Step 3. Run collection at human cadence, capture prices in pesos with timestamps, and store per city where it matters — concentrating on Bogotá, Medellín, Cali, Barranquilla, and Cartagena. Collect only public, non-personal fields given the SIC’s posture. See the residential proxies page for setup and the price comparison use case for pipeline patterns; for SERP work, the SERP tracking guide covers .co rank monitoring.


FAQ

Why do I need Colombian proxies instead of a US proxy?

Colombian marketplaces — Mercado Libre, Falabella, Alkosto, Éxito — localize prices, stock, promotions, and delivery to the visitor’s IP and region. A US IP gets the wrong price, a redirect, or a block, not the true peso price and Colombian delivery estimate. Colombia is also a city-segmented market where Bogotá, Medellín, and the coast differ — so for accurate Colombian price intelligence, SERP tracking, or ad verification you need residential or mobile IPs inside Colombia.

What’s the best proxy for scraping Mercado Libre Colombia?

Residential proxies in Colombia are the default — Mercado Libre flags datacenter IPs quickly. DataImpulse at $1/GB is the value pick; Decodo, SOAX, and NetNut are solid mid-tier options; Bright Data’s Web Unlocker is the managed route. For app and mobile-web surfaces, add Colombian mobile-carrier IPs (DataImpulse $2/GB, SOAX 33M+ mobile pool). Pair proxies with a real browser fingerprint and human-paced cadence.

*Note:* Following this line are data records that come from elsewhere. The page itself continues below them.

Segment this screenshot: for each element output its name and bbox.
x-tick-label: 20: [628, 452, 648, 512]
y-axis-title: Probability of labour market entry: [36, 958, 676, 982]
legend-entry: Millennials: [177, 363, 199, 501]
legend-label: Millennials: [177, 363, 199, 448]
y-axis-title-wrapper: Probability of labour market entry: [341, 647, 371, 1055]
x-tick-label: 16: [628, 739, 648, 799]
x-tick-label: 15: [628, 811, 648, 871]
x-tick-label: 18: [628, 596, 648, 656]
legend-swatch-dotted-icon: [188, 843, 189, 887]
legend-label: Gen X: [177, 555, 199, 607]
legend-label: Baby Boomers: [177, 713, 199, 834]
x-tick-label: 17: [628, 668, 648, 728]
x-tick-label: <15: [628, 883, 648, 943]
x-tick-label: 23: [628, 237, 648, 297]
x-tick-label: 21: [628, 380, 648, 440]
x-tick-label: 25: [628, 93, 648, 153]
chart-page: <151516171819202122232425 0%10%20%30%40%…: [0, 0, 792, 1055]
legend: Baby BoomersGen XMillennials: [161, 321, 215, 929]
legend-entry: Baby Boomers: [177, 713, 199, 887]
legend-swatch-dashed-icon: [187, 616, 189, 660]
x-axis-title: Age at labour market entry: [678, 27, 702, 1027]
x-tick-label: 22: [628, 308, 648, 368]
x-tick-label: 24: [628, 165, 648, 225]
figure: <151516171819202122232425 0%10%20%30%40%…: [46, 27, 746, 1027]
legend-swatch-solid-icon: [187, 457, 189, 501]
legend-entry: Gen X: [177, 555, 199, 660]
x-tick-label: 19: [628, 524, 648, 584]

Is scraping legal in Colombia?

Scraping publicly available product and price data is broadly defensible, but Colombia’s regulator (the SIC) is among the most active in the region: it has fined Mercado Libre over biometric data and shut down Worldcoin’s local operation, and has said public availability alone is not a sufficient basis to process personal data. Public read-only product/price scraping without personal data is the defensible lane; harvesting personal or biometric data without a Law 1581 basis is the real risk. This isn’t legal advice — consult Colombian counsel.

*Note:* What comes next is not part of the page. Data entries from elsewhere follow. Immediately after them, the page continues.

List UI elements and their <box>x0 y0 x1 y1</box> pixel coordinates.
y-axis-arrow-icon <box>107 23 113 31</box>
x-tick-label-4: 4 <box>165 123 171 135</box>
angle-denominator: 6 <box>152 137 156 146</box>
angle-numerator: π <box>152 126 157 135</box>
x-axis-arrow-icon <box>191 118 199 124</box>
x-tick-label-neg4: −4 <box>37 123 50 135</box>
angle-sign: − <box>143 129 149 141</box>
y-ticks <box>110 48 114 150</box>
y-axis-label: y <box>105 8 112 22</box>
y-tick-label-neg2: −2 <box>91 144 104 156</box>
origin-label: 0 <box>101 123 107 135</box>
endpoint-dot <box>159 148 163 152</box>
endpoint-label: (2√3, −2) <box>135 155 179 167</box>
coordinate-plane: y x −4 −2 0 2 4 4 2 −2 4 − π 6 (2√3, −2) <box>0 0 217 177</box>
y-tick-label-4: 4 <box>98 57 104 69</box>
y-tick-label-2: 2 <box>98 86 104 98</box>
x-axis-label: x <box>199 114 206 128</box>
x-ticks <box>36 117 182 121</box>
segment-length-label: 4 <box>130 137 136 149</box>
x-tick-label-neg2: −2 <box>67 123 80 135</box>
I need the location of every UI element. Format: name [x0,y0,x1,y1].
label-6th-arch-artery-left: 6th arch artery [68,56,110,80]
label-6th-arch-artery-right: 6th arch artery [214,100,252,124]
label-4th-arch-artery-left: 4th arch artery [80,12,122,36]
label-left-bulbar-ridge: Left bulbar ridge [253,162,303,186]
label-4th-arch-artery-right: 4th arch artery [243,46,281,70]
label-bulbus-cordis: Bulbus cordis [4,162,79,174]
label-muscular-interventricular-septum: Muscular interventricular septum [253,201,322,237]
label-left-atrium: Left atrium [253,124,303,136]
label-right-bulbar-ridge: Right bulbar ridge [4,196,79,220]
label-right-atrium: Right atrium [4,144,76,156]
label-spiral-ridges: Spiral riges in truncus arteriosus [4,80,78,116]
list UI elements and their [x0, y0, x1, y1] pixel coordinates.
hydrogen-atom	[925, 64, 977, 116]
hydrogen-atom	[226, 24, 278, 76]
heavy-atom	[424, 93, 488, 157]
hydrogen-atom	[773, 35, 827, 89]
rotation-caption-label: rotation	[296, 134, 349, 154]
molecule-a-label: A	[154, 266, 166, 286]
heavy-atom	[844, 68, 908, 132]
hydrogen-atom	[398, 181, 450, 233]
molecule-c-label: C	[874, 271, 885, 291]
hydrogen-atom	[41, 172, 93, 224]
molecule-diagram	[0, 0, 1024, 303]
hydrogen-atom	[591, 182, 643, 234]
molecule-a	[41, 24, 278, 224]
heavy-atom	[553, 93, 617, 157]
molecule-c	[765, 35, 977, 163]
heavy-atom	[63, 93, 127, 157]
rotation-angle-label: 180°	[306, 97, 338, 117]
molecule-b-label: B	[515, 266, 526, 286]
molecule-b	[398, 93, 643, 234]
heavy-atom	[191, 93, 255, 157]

Do Colombian proxies cover all the mobile carriers?

It depends on the provider’s mobile pool. Colombia’s carriers are Claro (AS14080 / AS26611, the leader), Movistar / Colombia Telecomunicaciones (AS3816), Tigo / UNE EPM (AS13489) — whose merger with Movistar was approved with conditions in 2025 — and challenger WOM (AS271773). Providers with strong mobile pools — SOAX (33M+ mobile), DataImpulse ($2/GB mobile), Bright Data, and IPRoyal — can route through real Colombian carrier IPs, and some support ASN-level targeting. For desktop work residential is enough; for app data use Colombian mobile IPs.

Which platforms should I monitor in Colombia?

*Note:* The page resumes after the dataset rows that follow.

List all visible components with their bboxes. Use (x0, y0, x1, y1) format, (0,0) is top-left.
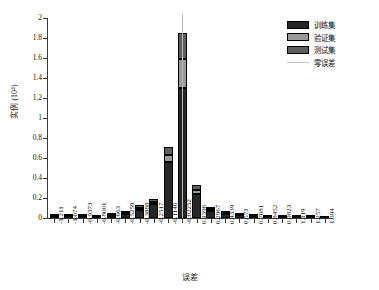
x-tick-label: 1.394 (328, 208, 336, 224)
y-tick-label: 1.2 (4, 94, 42, 102)
x-axis-title: 误差 (0, 271, 379, 282)
y-tick-label: 0.2 (4, 194, 42, 202)
x-tick-mark (239, 219, 240, 223)
y-tick-label: 1.8 (4, 34, 42, 42)
legend: 训练集验证集测试集零误差 (287, 19, 379, 69)
x-tick-label: 1.119 (299, 209, 307, 225)
x-tick-mark (54, 219, 55, 223)
x-tick-mark (168, 219, 169, 223)
x-tick-label: -0.02252 (185, 199, 193, 224)
x-tick-mark (225, 219, 226, 223)
x-tick-mark (125, 219, 126, 223)
x-tick-mark (83, 219, 84, 223)
bar-segment-test (164, 147, 173, 155)
x-tick-label: -1.074 (71, 206, 79, 224)
zero-error-line (182, 14, 183, 218)
x-tick-label: -0.8001 (100, 202, 108, 224)
legend-item[interactable]: 零误差 (287, 57, 379, 69)
legend-swatch-line (287, 58, 309, 66)
legend-item[interactable]: 测试集 (287, 44, 379, 56)
x-tick-label: 0.8452 (271, 205, 279, 224)
x-tick-label: -0.1146 (171, 203, 179, 224)
x-tick-mark (182, 219, 183, 223)
x-tick-mark (97, 219, 98, 223)
bar-stack (192, 18, 201, 218)
y-tick-label: 0 (4, 214, 42, 222)
legend-item[interactable]: 训练集 (287, 19, 379, 31)
bar-stack (221, 18, 230, 218)
bar-stack (263, 18, 272, 218)
x-tick-mark (254, 219, 255, 223)
x-tick-mark (268, 219, 269, 223)
x-tick-mark (211, 219, 212, 223)
bar-stack (64, 18, 73, 218)
x-tick-label: 0.571 (242, 208, 250, 224)
bar-stack (164, 18, 173, 218)
legend-swatch-valid (287, 33, 309, 41)
x-tick-label: 0.9823 (285, 205, 293, 224)
x-tick-mark (296, 219, 297, 223)
bar-stack (206, 18, 215, 218)
x-tick-label: 0.2967 (214, 205, 222, 224)
y-tick-label: 0.4 (4, 174, 42, 182)
y-tick-label: 2 (4, 14, 42, 22)
bar-segment-valid (192, 190, 201, 194)
legend-label: 训练集 (314, 19, 335, 30)
bar-stack (249, 18, 258, 218)
error-histogram-chart: 实例 (10⁴) 00.20.40.60.811.21.41.61.82 -1.… (0, 0, 379, 290)
legend-item[interactable]: 验证集 (287, 32, 379, 44)
bar-stack (50, 18, 59, 218)
x-tick-mark (197, 219, 198, 223)
x-tick-label: 0.1596 (200, 205, 208, 224)
bar-segment-valid (164, 155, 173, 163)
y-tick-label: 0.6 (4, 154, 42, 162)
bar-stack (149, 18, 158, 218)
x-tick-label: -0.663 (114, 206, 122, 224)
legend-label: 验证集 (314, 32, 335, 43)
bar-segment-test (192, 185, 201, 190)
y-tick-label: 0.8 (4, 134, 42, 142)
x-tick-mark (68, 219, 69, 223)
bar-stack (92, 18, 101, 218)
x-tick-label: 0.4339 (228, 205, 236, 224)
bar-stack (107, 18, 116, 218)
bar-stack (135, 18, 144, 218)
y-tick-label: 1.6 (4, 54, 42, 62)
legend-swatch-test (287, 46, 309, 54)
x-tick-mark (282, 219, 283, 223)
bar-stack (78, 18, 87, 218)
x-tick-label: -1.211 (57, 206, 65, 224)
x-tick-mark (311, 219, 312, 223)
bar-stack (121, 18, 130, 218)
y-tick-label: 1 (4, 114, 42, 122)
bar-stack (278, 18, 287, 218)
x-tick-mark (154, 219, 155, 223)
x-tick-label: 1.257 (314, 208, 322, 224)
x-tick-label: -0.5259 (128, 202, 136, 224)
x-tick-label: 0.7081 (257, 205, 265, 224)
legend-label: 测试集 (314, 44, 335, 55)
x-tick-label: -0.9373 (86, 202, 94, 224)
x-tick-mark (140, 219, 141, 223)
bar-stack (235, 18, 244, 218)
x-tick-mark (111, 219, 112, 223)
legend-label: 零误差 (314, 57, 335, 68)
legend-swatch-train (287, 21, 309, 29)
x-tick-label: -0.2517 (157, 202, 165, 224)
x-tick-label: -0.3888 (143, 202, 151, 224)
x-tick-mark (325, 219, 326, 223)
y-tick-label: 1.4 (4, 74, 42, 82)
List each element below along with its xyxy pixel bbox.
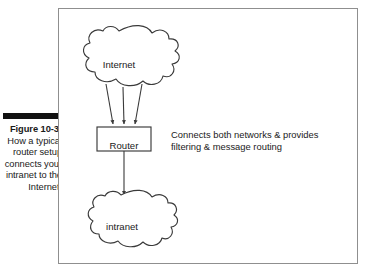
connector-arrow-right [135,84,142,124]
network-diagram: Internet Router intranet Connects both n… [59,9,359,265]
internet-to-router-connectors [106,84,142,124]
caption-body-text: How a typical router setup connects your… [5,136,62,192]
caption-rule-divider [3,113,63,119]
figure-frame: Internet Router intranet Connects both n… [58,8,358,264]
intranet-cloud-label: intranet [84,221,160,232]
figure-caption: Figure 10-3: How a typical router setup … [0,113,64,194]
internet-cloud-shape [83,26,179,86]
router-annotation: Connects both networks & provides filter… [171,129,351,154]
router-annotation-line-1: Connects both networks & provides [171,129,351,141]
internet-cloud-label: Internet [81,59,157,70]
connector-arrow-left [106,84,113,124]
figure-number-label: Figure 10-3: [10,124,62,134]
intranet-cloud-shape [88,190,177,246]
caption-text: Figure 10-3: How a typical router setup … [0,124,62,194]
connector-arrow-center [123,87,124,124]
router-annotation-line-2: filtering & message routing [171,141,351,153]
router-box-label: Router [97,140,151,151]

Mercado Libre leads, but it’s a genuine three-way race with Temu and Amazon close behind on monthly visits, followed by cross-border AliExpress and leading domestic retailers Falabella, Alkosto, Éxito, and Homecenter. Center competitor and price monitoring on Mercado Libre, watch the fast-rising cross-border players (Temu especially), and track the strong local retailers — the competitive intensity is what makes Colombian price intelligence valuable.

Which Colombian cities should I target?

Bogotá, Medellín, Cali, Barranquilla, and Cartagena are the key markets. Bogotá usually has the best logistics and payment coverage, but stock, delivery promises, and some pricing vary by city — so city-level residential or mobile IPs give a more accurate picture than country-only targeting. Add city targeting where delivery or availability matters to your dataset.

Can I use Colombian proxies for SEO and SERP tracking?

Yes — tracking Colombian Google (.co) rankings requires Colombian residential IPs because results, local packs, and ads are personalized by location. Use rotating residential for broad keyword sweeps and add city targeting (Bogotá, Medellín, Cali) where local-pack results matter. DataImpulse, Decodo, Oxylabs (SERP API), and Bright Data (SERP API) all support Colombian SERP work; managed SERP APIs return parsed JSON if you’d rather not build the parser. Keep cadence human and rotate user-agents.